I leaned in the doorway. “Shit,” I said. “We know her?”

“Never seen her, or the woman who brought her in.”

“She wasn't the mother?”

Lydia shrugged. “She said she was.”

“You think she was beating on the girl?”

Lydia turned her palms up like a scale. “Not sure.”

“You call Family Services?”

She shook her head. “No clear indicators. I put the girl in an air cast and sent them to County. Told an ER nurse over there to keep an eye out, but who knows if they'll show up.”

It was my turn to sigh. I took a folding metal chair from the corner, opened it, and sat across the desk from her. “There any more of that?” I asked, pointing to her mug.

“Help yourself.” She slid the mug across to me.

I drank and made a face. “That sucks.”

“Bottom of the pot. How's Shelly doing?” I told her, and she nodded. “And Elena?” I told her that too, and that Danni had brought Alex to his mom that morning.

“That's good,” she said. “That's nice. For him. For her too. And now that they're back together, what next?” she asked. “They going on their way?”

I looked into Lydia's coffee mug, at the muddy dregs. “It's not a simple situation,” I said.

Lydia took a file off the stack in front of her, swiveled in her chair, and started typing. “Of course not,” she said softly.

Her back was solid, and there was a faint line of sweat on her blue tee shirt, along her spine. I watched her for a while, and then I took a deep breath and told her Elena's story. At some point she stopped typing, but she didn't turn around. The quiet was thick in the little room when I'd finished, and then Lydia began to type again.
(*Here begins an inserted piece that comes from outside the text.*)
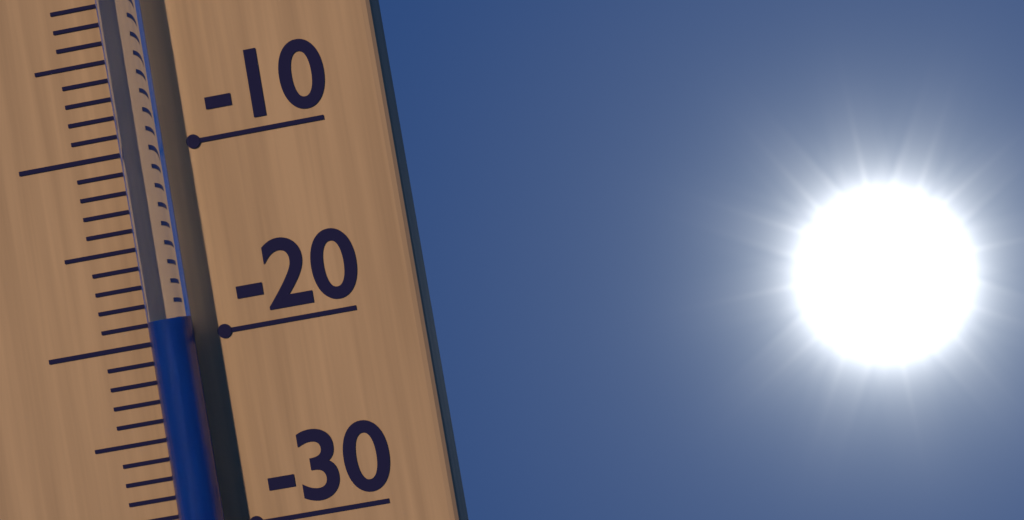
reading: -19 °C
“There's nothing you can do for them,” she said after a while.

“I'm not sure.”

“That wasn't a question, doctor. I'm saying: there's nothing you can do for them. Their trouble is big and complicated; you can't solve it.”
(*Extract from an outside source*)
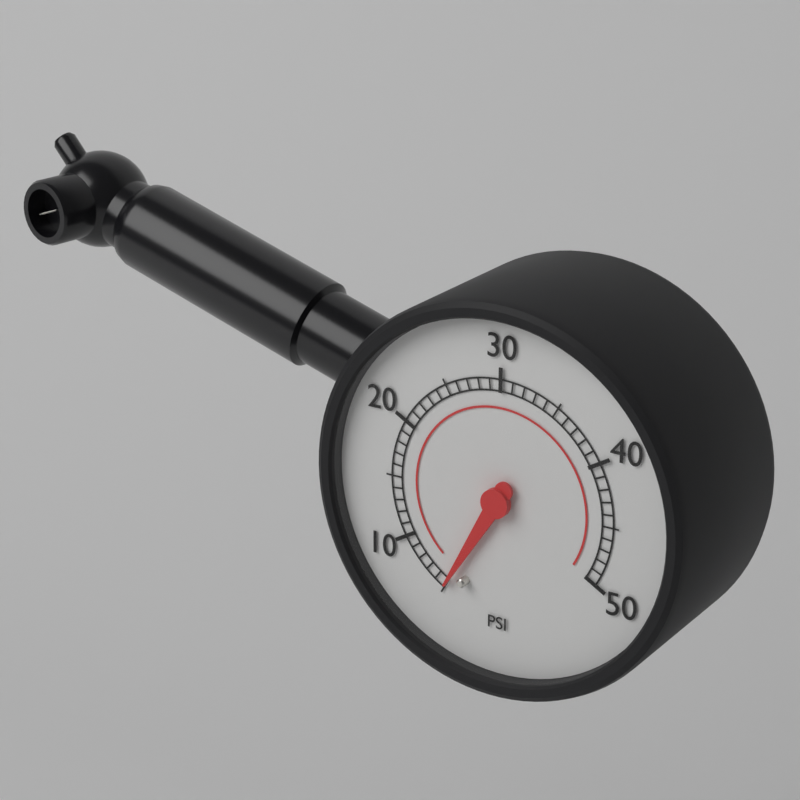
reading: 5 psi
I sighed and rubbed my eyes. “Half the people who come here have big, complicated problems. We help them.”

“We
patch
them. We get them well, some of them, or well enough so they maybe can get back on their feet. So they can go on a while longer. That's all we do—that's all we
can
do, and it's more than most. But sometimes—like with this girl and her little boy—you get an idea that you can…I don't know what. Fix them? Fix their lives?”

“Don't you ever want that, Lyd—something more than a temporary patch? Don't you want an outright win sometimes?”

Lydia wiped a hand across her forehead and looked at me with a mix of disbelief and pity. “You know better, doctor—you know, unless you got a magic wand, that's not gonna happen. And while you try, you're risking this place.”

“I'm not risking—”

“Sure you are. Those people she's involved with—they have a lot of juice. More than enough to shut us down. And those Russian pigs—I'm surprised they haven't torched this place already. They still might.”

Lydia turned in her chair. Her face was lined and sagging. “I know you worry about the people who come in here, doctor, even the ones you don't see. I tell you about some girl with a fracture and you're worried she's in trouble, and you don't even know her. You care about them. So don't you want to keep doing what you can for them? Why put that at risk?”

“I'm…I'm not.”

She pursed her lips and looked at me for a long time. Then she shook her head. “I'm going out to the desert this weekend, with Junie. We're going to work on that cabin of his. No Russians, no skinheads in polo shirts, just sandpaper and paint—nice and quiet. Nice when we have some of that around here.”

My face burned. “Lydia, I—”

She reached across the desk and put her heavy hand against my neck. “I'm not looking for promises,
chico
—I know what happens with those.” Then she patted my cheek and picked up her coffee mug. “Now, go away. I got all this shit to update.”

“You want some help?”

Lydia laughed and shook her head. “That's almost funny, doctor.”